Slashdot Mirror


User: synth7

synth7's activity in the archive.

Stories
0
Comments
86
First seen
Last seen
Profile
(view on slashdot.org)

Comments · 86

  1. One more tidbit. on Toshiba Pushes Safe, Small Nuclear Reactor Design · · Score: 1

    If my Chemistry teacher was correct (and I remember his description correctly fourteen years later), there was also the problem that the graphic control rods themselves will burn fiercely if you can actually get them hot enough.

    Of course, they did get hot enough, and the control rods were like kindling inserted into a blaze.

  2. Re:I'm supposed to feel good about trusting this . on FCC To Enforce Do Not Call List, Not FTC · · Score: 1
    Good call, best drop that broadband and go with IP over Avian Carriers (RFC 1149).

    If you're doing voice or video conferencing, you may wish to go with IP over Avian Carriers with QoS (RFC 2549).

  3. Re:look at the dimensions- english, not metric... on New BTX Form Factor Announced At IDF · · Score: 1

    When manufacturing it does not matter.

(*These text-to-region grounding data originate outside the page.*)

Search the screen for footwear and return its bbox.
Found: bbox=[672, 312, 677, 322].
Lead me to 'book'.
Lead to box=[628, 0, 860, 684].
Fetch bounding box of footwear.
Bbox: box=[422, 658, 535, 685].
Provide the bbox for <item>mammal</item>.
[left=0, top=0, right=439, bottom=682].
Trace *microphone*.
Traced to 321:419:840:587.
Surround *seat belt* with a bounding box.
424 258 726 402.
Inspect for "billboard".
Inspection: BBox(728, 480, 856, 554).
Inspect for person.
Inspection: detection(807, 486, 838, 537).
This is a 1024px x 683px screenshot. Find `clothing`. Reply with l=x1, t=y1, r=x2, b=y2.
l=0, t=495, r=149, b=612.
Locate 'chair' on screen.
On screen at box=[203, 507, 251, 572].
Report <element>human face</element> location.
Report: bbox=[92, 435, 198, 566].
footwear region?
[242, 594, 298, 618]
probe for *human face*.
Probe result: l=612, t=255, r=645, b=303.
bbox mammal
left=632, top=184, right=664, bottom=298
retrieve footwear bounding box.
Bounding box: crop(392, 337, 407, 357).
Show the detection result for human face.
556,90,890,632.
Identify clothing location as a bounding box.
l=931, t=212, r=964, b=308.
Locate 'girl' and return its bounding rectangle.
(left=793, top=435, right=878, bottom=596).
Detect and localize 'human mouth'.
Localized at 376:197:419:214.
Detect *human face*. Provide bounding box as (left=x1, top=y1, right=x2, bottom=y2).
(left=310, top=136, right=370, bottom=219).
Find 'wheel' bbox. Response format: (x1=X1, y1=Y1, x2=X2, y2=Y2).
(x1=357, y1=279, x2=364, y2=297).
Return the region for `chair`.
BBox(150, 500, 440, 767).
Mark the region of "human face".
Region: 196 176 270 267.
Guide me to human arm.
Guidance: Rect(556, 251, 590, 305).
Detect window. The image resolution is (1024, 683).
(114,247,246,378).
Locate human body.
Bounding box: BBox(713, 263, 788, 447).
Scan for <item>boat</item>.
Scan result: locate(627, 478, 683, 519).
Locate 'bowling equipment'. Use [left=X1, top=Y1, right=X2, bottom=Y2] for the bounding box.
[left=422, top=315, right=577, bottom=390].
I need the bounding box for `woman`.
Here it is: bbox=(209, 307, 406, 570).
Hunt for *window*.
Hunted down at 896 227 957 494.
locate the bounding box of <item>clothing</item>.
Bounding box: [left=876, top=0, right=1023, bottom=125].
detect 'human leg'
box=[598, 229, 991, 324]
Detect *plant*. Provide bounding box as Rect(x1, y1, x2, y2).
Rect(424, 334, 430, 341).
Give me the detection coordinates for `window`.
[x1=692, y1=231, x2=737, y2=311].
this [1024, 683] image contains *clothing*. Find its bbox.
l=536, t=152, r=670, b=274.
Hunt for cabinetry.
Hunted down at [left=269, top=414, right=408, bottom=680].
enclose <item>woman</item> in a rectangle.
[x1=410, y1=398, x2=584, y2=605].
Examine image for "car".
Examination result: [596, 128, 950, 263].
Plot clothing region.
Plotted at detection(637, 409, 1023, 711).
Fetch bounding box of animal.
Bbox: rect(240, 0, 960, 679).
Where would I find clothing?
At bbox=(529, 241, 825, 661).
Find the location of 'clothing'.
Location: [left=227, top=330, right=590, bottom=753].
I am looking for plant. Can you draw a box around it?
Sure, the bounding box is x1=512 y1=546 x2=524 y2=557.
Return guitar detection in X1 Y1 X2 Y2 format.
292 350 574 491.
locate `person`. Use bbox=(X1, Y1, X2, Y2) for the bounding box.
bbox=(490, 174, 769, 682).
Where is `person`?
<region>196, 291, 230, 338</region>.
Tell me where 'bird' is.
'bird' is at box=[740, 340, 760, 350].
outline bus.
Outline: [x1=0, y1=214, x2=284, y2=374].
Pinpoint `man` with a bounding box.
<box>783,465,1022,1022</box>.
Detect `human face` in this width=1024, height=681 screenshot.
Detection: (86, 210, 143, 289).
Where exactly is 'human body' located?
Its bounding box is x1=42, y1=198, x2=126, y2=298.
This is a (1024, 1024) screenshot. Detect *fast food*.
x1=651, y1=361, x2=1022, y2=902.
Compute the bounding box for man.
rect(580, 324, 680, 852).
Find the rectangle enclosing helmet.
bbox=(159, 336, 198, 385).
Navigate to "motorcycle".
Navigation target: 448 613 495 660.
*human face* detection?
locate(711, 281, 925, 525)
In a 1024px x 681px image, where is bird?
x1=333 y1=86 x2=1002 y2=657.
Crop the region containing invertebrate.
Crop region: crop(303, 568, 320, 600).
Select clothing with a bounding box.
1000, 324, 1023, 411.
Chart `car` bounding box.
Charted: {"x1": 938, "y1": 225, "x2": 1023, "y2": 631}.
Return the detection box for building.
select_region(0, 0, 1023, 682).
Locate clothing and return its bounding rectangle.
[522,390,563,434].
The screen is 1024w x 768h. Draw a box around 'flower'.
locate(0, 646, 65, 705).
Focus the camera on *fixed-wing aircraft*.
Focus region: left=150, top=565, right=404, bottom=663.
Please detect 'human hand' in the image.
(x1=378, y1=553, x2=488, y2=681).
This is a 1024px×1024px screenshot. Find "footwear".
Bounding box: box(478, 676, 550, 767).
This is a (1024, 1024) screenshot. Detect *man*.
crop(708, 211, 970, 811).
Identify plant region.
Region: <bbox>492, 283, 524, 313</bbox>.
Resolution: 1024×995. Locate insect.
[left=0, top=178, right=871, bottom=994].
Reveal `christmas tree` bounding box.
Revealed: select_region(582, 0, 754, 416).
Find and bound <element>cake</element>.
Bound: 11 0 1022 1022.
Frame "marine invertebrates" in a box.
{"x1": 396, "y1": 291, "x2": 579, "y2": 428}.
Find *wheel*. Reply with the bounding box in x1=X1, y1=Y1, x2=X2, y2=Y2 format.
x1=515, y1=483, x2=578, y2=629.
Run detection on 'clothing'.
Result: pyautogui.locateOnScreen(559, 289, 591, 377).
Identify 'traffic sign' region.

The machines do exactly what they are told to do, regardless of whether the measurements fall on even fractions or reall oddball non-repeating decimals.

    This is all provided you don't pull a NASA.

    (However, NASA only had one shot at it... manufacturers here on Earth can make a couple incorrect prototypes without catastrophic loss. It's not like they just pack them up directly off the line and never test to see if anything fits in these new cases.)

  4. Re:Games! on NVIDIA's New Pro Graphics Quadro FX 3000 Reviewed · · Score: 1

    Next time read the article first. The information you wish is presented on this page of the review.

  5. Ammunition for laser weapons. on Contractor Proposes Laser Rifles for US Military · · Score: 1
    You've been playing too much Traveller
    Traveller's personal laser weapons used either clips (with chemical combustion charges to create energy, as you suggest) or backpacks power sources that needed to be recharged. (Which you could accomplish by hooking up to any craft or ship power source.)


    I suspect the largest problem isn't the potential needed, but the current needed. And, yes, lase is a word.

  6. Re:True with a caveat on A Hydrogen-Based Economy · · Score: 1

    This may be waaay out there on a limb, but what if it's reality:



    Tom Bearden's Free Energy site



    What would happen to the world economy if energy were suddenly near-free (you'd still need infrastructure to distribute as everyone can't have a generator in their apartment.)

  7. Re:Games aren't about realistic physics on Physics For Game Developers · · Score: 1

    That may have solved the problem, but it will create a whole new set of problems should the car ever leave the ground... it's center of mass will now be so out of skew that the car will flip oddly when it finally does leave the pavement and take flight.

  8. On a completely unrelated note... on Star Wars II: Return of the Name · · Score: 1

    Just exactly what was "the phantom menace" anyhow? Exactly what was the menace and how was it phantasmal? Really... I never felt menaced during the whole movie.

  9. Re:Wrong Direction on Java as a CS Introductory Language? · · Score: 1

    Try to tell that to the CS instructors at the U of Montana. When I arrived there in 94 their introductory classes were in ADA, of all things. Now they've moved to Java, which is leaps and bounds ahead of ADA, as far as being understandable... but I still don't understand why they don't just use ansi C. The decision, as always in a university environment, is political and personal. The faculty decides what standards and languages to develop as their cirriculum. It's funny... you can take a C class, but it doesn't count towards your CS core credits... it's a general elective.

  10. Good lord. on RSA Cracked - Not · · Score: 2

    I take it that "subtle" and "innuendo" aren't in your dictionary?

  11. Umm... they have a Horta. on Robotic Mining Arrives · · Score: 1
    In the surveying process, telemining employs survey systems using a HORTA (Honeywell Ore Retrieval and Tunnelling Aid) unit and laser scanners. Because satellite GPS systems cannot penetrate rock, HORTA uses a gyro and an accelerometer to determine geographical position.The scanners provide data, which is imported into the computer system and used to locate machinery.
    Do you think those boys at Honeywell grew up watching Star Trek?